Side Scrolling, Platforming Goodness

Posted by Dodongo on Monday, May 1, 2006


Mario angry! Mario smash!

Just two weeks until the release of a brand new Super Mario Bros! This isn’t your modern day Mario RPG or 3D adventure game, New Super Mario Bros. will be classic Super Mario in all his two dimensional, side scrolling glory!

Unfortunately I do not own a Nintendo DS, nor do I plan on purchasing one. I work at home and thus mobile gaming is next to useless to me so until I get a Nintendo DS emulator for my Xbox, I’ll have to dig a bit deeper for my 2D platforming goodness.

Lucky for me one of the best platformers ever made has somehow gone under my radar all these years; Miyamoto’s classic Super Mario World 2: Yoshi’s Island for the Super Nintendo. Released in 1995, Yoshi’s Island came at the tail end of the Super Nintendo’s life span and that’s probably why it continues to be left out when most people think of the classic Mario series including 1-3, World, and 64, but this game is just as great, if not greater than any of those legendary titles.

The story takes place before any of the other Mario games. Mario and Luigi are babies and the Yoshis are trying to protect them from the evil Kamek and deliver them back to their parents. The game uses a childlike graphical palette to render its environments; everything looks like it was drawn with crayons and markers. I was really impressed the first time I saw it. It looks amazing for a SNES title thanks to the Super FX chip. The chip helped the SNES render advanced 2D effects like sprite scaling and stretching, larger sprites that can create bosses that take up the whole screen, and multiple foreground and background parallax layers that add extra depth to the 2D/3D world. Sometimes they go overboard with all these bells and whistles and things get too jumbled and confusing, but most of the time they do a great job absorbing you into the world.

Interesting side note: according to Wikipedia the graphic style of Yoshi’s Island was the result of a conflict between Shigeru Miyamoto and Nintendo. Nintendo wanted the Mario series to move towards the pre-rendered graphic style of Donkey Kong Country, which Miyamoto didn’t care for. Miyamoto responded by altering the graphics to look like crayon and marker which Nintendo then approved.
As expected, the level design and gameplay are superb with creative twists around every corner. Yoshi can eat the enemy and turn them into eggs which follow you around. You can then aim and throw the eggs to take out enemies or hit switches hovering in the air. You can also morph Yoshi into things like a helecopter, tank, submarine, and a mole.

If you’re like me and totally missed this game when it came out, it’s worth experiencing. If you don’t have a working SNES, the ROM is readily available for emulators and the game has also been re-released as Super Mario Advance 3 for the Game Boy Advance.

No Comments »

No comments yet.

RSS feed for comments on this post.

Leave a comment

You must be logged in to post a comment.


# [WORK REQUEST]
Please output the lines shown below exactly as they appear.

# [EXERCISE MATERIAL]
Start of Block

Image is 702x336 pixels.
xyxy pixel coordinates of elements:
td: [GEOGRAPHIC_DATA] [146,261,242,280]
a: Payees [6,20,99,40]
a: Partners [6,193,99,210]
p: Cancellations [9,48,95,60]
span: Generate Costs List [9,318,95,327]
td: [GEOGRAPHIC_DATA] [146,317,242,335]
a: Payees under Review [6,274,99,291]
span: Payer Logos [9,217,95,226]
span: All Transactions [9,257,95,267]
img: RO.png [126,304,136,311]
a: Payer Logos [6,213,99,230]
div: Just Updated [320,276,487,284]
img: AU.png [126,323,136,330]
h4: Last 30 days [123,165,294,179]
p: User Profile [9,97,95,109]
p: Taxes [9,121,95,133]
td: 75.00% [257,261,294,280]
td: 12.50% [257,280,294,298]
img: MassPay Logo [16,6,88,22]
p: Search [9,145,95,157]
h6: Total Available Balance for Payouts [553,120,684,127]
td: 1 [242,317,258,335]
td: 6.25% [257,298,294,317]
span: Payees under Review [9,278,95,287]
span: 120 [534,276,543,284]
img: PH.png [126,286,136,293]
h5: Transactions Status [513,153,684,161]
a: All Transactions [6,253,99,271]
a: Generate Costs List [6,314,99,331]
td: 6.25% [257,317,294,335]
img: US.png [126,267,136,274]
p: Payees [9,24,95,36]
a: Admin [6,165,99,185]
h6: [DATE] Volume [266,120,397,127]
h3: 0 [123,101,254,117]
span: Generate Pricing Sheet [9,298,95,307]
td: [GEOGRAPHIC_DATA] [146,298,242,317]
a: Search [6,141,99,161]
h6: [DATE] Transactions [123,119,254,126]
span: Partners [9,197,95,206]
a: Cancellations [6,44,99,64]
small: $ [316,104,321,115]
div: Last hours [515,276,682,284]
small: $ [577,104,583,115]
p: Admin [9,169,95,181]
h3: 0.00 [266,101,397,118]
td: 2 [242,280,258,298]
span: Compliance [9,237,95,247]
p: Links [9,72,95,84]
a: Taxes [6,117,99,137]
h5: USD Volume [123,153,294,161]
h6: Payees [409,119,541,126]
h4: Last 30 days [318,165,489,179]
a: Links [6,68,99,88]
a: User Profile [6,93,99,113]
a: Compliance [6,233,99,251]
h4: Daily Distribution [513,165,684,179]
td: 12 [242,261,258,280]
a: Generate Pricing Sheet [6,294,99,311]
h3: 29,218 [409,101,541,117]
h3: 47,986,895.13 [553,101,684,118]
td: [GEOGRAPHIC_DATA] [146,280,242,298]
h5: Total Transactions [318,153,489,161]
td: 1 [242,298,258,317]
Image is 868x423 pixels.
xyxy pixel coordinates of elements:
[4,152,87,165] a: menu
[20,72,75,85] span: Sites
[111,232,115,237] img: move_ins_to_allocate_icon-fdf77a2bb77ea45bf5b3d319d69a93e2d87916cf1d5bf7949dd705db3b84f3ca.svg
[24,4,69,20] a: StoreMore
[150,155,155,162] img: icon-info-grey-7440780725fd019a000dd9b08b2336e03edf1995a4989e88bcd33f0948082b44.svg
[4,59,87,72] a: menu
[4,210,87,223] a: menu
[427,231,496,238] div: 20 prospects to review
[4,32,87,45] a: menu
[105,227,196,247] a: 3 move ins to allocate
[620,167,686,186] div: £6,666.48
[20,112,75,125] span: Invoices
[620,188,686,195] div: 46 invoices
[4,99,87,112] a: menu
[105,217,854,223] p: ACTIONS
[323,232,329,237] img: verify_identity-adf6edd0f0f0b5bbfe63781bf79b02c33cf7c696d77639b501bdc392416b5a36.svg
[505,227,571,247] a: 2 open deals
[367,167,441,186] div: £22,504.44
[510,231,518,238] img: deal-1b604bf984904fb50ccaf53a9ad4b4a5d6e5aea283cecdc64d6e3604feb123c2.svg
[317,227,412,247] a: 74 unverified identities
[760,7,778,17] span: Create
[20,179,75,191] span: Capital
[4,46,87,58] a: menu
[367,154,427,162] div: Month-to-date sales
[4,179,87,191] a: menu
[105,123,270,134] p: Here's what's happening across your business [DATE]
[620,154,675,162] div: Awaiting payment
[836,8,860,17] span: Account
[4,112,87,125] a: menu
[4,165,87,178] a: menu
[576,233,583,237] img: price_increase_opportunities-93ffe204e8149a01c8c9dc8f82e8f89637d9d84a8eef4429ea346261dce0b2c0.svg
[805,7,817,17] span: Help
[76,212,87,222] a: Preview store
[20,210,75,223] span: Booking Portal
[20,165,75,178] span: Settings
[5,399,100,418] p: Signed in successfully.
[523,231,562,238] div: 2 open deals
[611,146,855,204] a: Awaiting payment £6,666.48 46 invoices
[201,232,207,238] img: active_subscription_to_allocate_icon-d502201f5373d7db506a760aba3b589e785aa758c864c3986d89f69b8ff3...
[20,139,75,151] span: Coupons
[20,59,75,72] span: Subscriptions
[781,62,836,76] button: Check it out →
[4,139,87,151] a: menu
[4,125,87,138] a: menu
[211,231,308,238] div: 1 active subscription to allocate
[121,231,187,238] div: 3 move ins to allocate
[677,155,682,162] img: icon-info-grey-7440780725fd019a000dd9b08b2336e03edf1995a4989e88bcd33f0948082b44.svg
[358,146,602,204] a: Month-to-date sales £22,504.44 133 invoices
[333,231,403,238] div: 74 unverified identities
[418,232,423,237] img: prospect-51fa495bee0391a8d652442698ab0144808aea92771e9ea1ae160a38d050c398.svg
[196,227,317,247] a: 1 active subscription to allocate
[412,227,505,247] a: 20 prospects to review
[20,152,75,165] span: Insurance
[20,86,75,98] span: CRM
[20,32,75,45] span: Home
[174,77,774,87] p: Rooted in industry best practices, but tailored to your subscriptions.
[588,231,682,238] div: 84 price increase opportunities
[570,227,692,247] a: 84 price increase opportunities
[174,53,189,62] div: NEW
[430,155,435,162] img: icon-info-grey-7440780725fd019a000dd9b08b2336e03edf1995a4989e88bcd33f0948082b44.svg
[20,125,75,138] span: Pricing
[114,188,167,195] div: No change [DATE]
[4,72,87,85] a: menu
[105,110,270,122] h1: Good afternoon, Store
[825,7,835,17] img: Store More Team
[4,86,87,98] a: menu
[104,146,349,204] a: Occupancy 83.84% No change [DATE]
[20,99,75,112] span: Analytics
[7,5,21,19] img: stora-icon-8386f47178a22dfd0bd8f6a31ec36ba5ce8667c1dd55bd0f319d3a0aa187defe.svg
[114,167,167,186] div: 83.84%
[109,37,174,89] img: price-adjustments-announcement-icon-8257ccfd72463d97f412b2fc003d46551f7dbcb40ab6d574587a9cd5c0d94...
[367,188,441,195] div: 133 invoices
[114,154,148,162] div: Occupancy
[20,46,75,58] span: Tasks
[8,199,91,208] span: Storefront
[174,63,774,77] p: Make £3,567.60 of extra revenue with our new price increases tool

End of Block

# [EXERCISE SOLUTION]
Image is 702x336 pixels.
xyxy pixel coordinates of elements:
td: [GEOGRAPHIC_DATA] [146,261,242,280]
a: Payees [6,20,99,40]
a: Partners [6,193,99,210]
p: Cancellations [9,48,95,60]
span: Generate Costs List [9,318,95,327]
td: [GEOGRAPHIC_DATA] [146,317,242,335]
a: Payees under Review [6,274,99,291]
span: Payer Logos [9,217,95,226]
span: All Transactions [9,257,95,267]
img: RO.png [126,304,136,311]
a: Payer Logos [6,213,99,230]
div: Just Updated [320,276,487,284]
img: AU.png [126,323,136,330]
h4: Last 30 days [123,165,294,179]
p: User Profile [9,97,95,109]
p: Taxes [9,121,95,133]
td: 75.00% [257,261,294,280]
td: 12.50% [257,280,294,298]
img: MassPay Logo [16,6,88,22]
p: Search [9,145,95,157]
h6: Total Available Balance for Payouts [553,120,684,127]
td: 1 [242,317,258,335]
td: 6.25% [257,298,294,317]
span: Payees under Review [9,278,95,287]
span: 120 [534,276,543,284]
img: PH.png [126,286,136,293]
h5: Transactions Status [513,153,684,161]
a: All Transactions [6,253,99,271]
a: Generate Costs List [6,314,99,331]
td: 6.25% [257,317,294,335]
img: US.png [126,267,136,274]
p: Payees [9,24,95,36]
a: Admin [6,165,99,185]
h6: [DATE] Volume [266,120,397,127]
h3: 0 [123,101,254,117]
span: Generate Pricing Sheet [9,298,95,307]
td: [GEOGRAPHIC_DATA] [146,298,242,317]
a: Search [6,141,99,161]
h6: [DATE] Transactions [123,119,254,126]
span: Partners [9,197,95,206]
a: Cancellations [6,44,99,64]
small: $ [316,104,321,115]
div: Last hours [515,276,682,284]
small: $ [577,104,583,115]
p: Admin [9,169,95,181]
h3: 0.00 [266,101,397,118]
td: 2 [242,280,258,298]
span: Compliance [9,237,95,247]
p: Links [9,72,95,84]
a: Taxes [6,117,99,137]
h5: USD Volume [123,153,294,161]
h6: Payees [409,119,541,126]
h4: Last 30 days [318,165,489,179]
a: Links [6,68,99,88]
a: User Profile [6,93,99,113]
a: Compliance [6,233,99,251]
h4: Daily Distribution [513,165,684,179]
td: 12 [242,261,258,280]
a: Generate Pricing Sheet [6,294,99,311]
h3: 29,218 [409,101,541,117]
h3: 47,986,895.13 [553,101,684,118]
td: [GEOGRAPHIC_DATA] [146,280,242,298]
h5: Total Transactions [318,153,489,161]
td: 1 [242,298,258,317]
Image is 868x423 pixels.
xyxy pixel coordinates of elements:
[4,152,87,165] a: menu
[20,72,75,85] span: Sites
[111,232,115,237] img: move_ins_to_allocate_icon-fdf77a2bb77ea45bf5b3d319d69a93e2d87916cf1d5bf7949dd705db3b84f3ca.svg
[24,4,69,20] a: StoreMore
[150,155,155,162] img: icon-info-grey-7440780725fd019a000dd9b08b2336e03edf1995a4989e88bcd33f0948082b44.svg
[4,59,87,72] a: menu
[4,210,87,223] a: menu
[427,231,496,238] div: 20 prospects to review
[4,32,87,45] a: menu
[105,227,196,247] a: 3 move ins to allocate
[620,167,686,186] div: £6,666.48
[20,112,75,125] span: Invoices
[620,188,686,195] div: 46 invoices
[4,99,87,112] a: menu
[105,217,854,223] p: ACTIONS
[323,232,329,237] img: verify_identity-adf6edd0f0f0b5bbfe63781bf79b02c33cf7c696d77639b501bdc392416b5a36.svg
[505,227,571,247] a: 2 open deals
[367,167,441,186] div: £22,504.44
[510,231,518,238] img: deal-1b604bf984904fb50ccaf53a9ad4b4a5d6e5aea283cecdc64d6e3604feb123c2.svg
[317,227,412,247] a: 74 unverified identities
[760,7,778,17] span: Create
[20,179,75,191] span: Capital
[4,46,87,58] a: menu
[367,154,427,162] div: Month-to-date sales
[4,179,87,191] a: menu
[105,123,270,134] p: Here's what's happening across your business [DATE]
[620,154,675,162] div: Awaiting payment
[836,8,860,17] span: Account
[4,112,87,125] a: menu
[4,165,87,178] a: menu
[576,233,583,237] img: price_increase_opportunities-93ffe204e8149a01c8c9dc8f82e8f89637d9d84a8eef4429ea346261dce0b2c0.svg
[805,7,817,17] span: Help
[76,212,87,222] a: Preview store
[20,210,75,223] span: Booking Portal
[20,165,75,178] span: Settings
[5,399,100,418] p: Signed in successfully.
[523,231,562,238] div: 2 open deals
[611,146,855,204] a: Awaiting payment £6,666.48 46 invoices
[201,232,207,238] img: active_subscription_to_allocate_icon-d502201f5373d7db506a760aba3b589e785aa758c864c3986d89f69b8ff3...
[20,139,75,151] span: Coupons
[20,59,75,72] span: Subscriptions
[781,62,836,76] button: Check it out →
[4,139,87,151] a: menu
[4,125,87,138] a: menu
[211,231,308,238] div: 1 active subscription to allocate
[121,231,187,238] div: 3 move ins to allocate
[677,155,682,162] img: icon-info-grey-7440780725fd019a000dd9b08b2336e03edf1995a4989e88bcd33f0948082b44.svg
[358,146,602,204] a: Month-to-date sales £22,504.44 133 invoices
[333,231,403,238] div: 74 unverified identities
[418,232,423,237] img: prospect-51fa495bee0391a8d652442698ab0144808aea92771e9ea1ae160a38d050c398.svg
[196,227,317,247] a: 1 active subscription to allocate
[412,227,505,247] a: 20 prospects to review
[20,152,75,165] span: Insurance
[20,86,75,98] span: CRM
[20,32,75,45] span: Home
[174,77,774,87] p: Rooted in industry best practices, but tailored to your subscriptions.
[588,231,682,238] div: 84 price increase opportunities
[570,227,692,247] a: 84 price increase opportunities
[174,53,189,62] div: NEW
[430,155,435,162] img: icon-info-grey-7440780725fd019a000dd9b08b2336e03edf1995a4989e88bcd33f0948082b44.svg
[20,125,75,138] span: Pricing
[114,188,167,195] div: No change [DATE]
[4,72,87,85] a: menu
[105,110,270,122] h1: Good afternoon, Store
[825,7,835,17] img: Store More Team
[4,86,87,98] a: menu
[104,146,349,204] a: Occupancy 83.84% No change [DATE]
[20,99,75,112] span: Analytics
[7,5,21,19] img: stora-icon-8386f47178a22dfd0bd8f6a31ec36ba5ce8667c1dd55bd0f319d3a0aa187defe.svg
[114,167,167,186] div: 83.84%
[109,37,174,89] img: price-adjustments-announcement-icon-8257ccfd72463d97f412b2fc003d46551f7dbcb40ab6d574587a9cd5c0d94...
[367,188,441,195] div: 133 invoices
[114,154,148,162] div: Occupancy
[20,46,75,58] span: Tasks
[8,199,91,208] span: Storefront
[174,63,774,77] p: Make £3,567.60 of extra revenue with our new price increases tool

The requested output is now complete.